Pakistan signed a 475 Million Dollar loan agreement for flood relief with the Asian Development Bank (ADB), the country’s economic affairs minister said on Thursday, taking the total for the year to $2.7 billion with the agency.
Floods caused by abnormal monsoon rains and a melting glacier submerged huge swathes of the country earlier this year and killed nearly 1,700 people, the majority of them children and women.
Minister Ayaz Sadiq said the concessionary ADB loan was signed at the rate of 1% for a period of 40 years.
“The impression that’s being spread is that God forbid, Pakistan is going to be bankrupt, or it is in financial crisis. There is nothing like that,” Sadiq said in a recorded message.
“Had there been such a situation, the ADB wouldn’t have signed these loans with us today.”
Pakistan is struggling to meet its external financing obligations in the face of low foreign exchange reserves that are barely enough to cover a month of imports. It is also beset by decades-high inflation.
The country has been trying to approach allies to seek financial support, and a ninth review of the International Monetary Fund for a 2019 bailout program has been pending since September.
Earlier The report shared by the ADB highlighted that floods have brought more destruction than earthquakes in Pakistan and every year natural calamities claim an average of 863 lives in the country.

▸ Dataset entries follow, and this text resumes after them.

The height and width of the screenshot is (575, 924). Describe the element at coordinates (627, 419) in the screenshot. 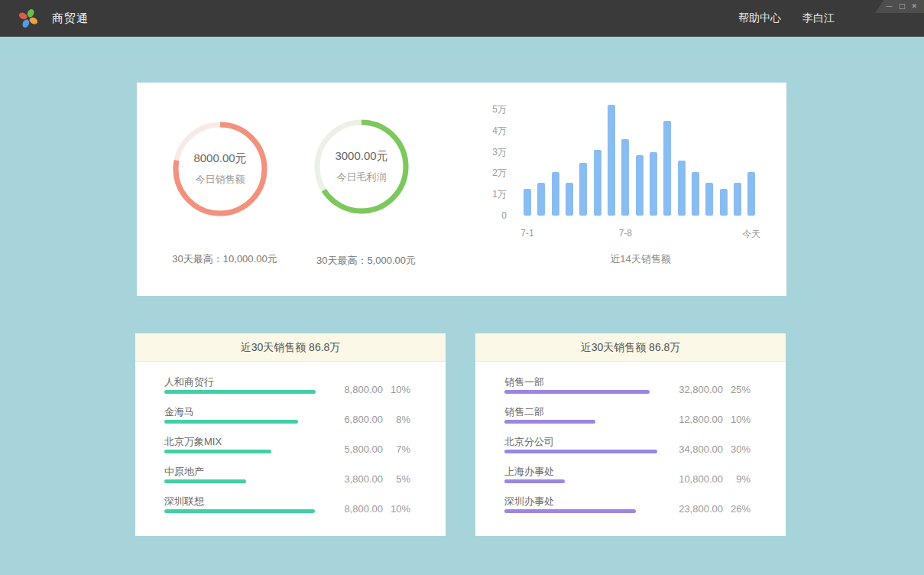

I see `rank-row: 销售二部 12,800.00 10%` at that location.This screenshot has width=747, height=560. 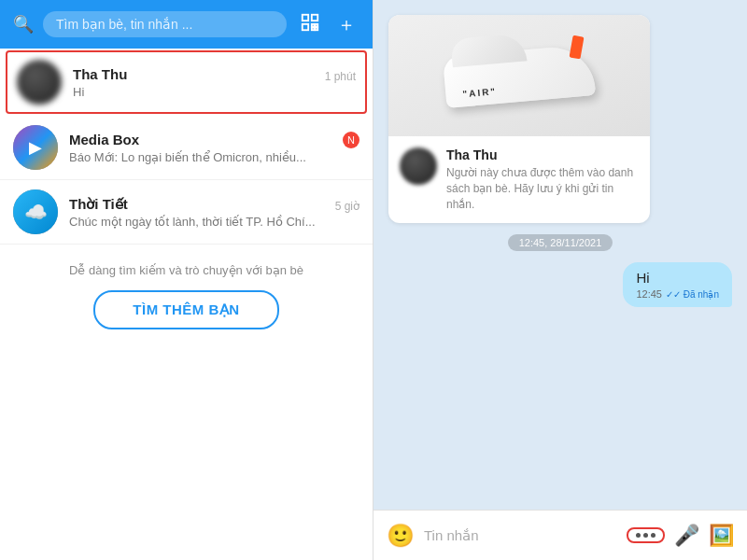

The natural calamities have increased poverty in the country after floods destroy the harvest, homes, and other infrastructure. “There is only a limited insurance of harvest in Pakistan and only 272,000 farmers have got their harvest insured,” it reported.
It highlighted that floods further devastate underprivileged districts, increasing the poverty levels in those areas. The report shared that most of the people below the poverty line live in Balochistan, Sindh, and Khyber Pakhtunkhwa.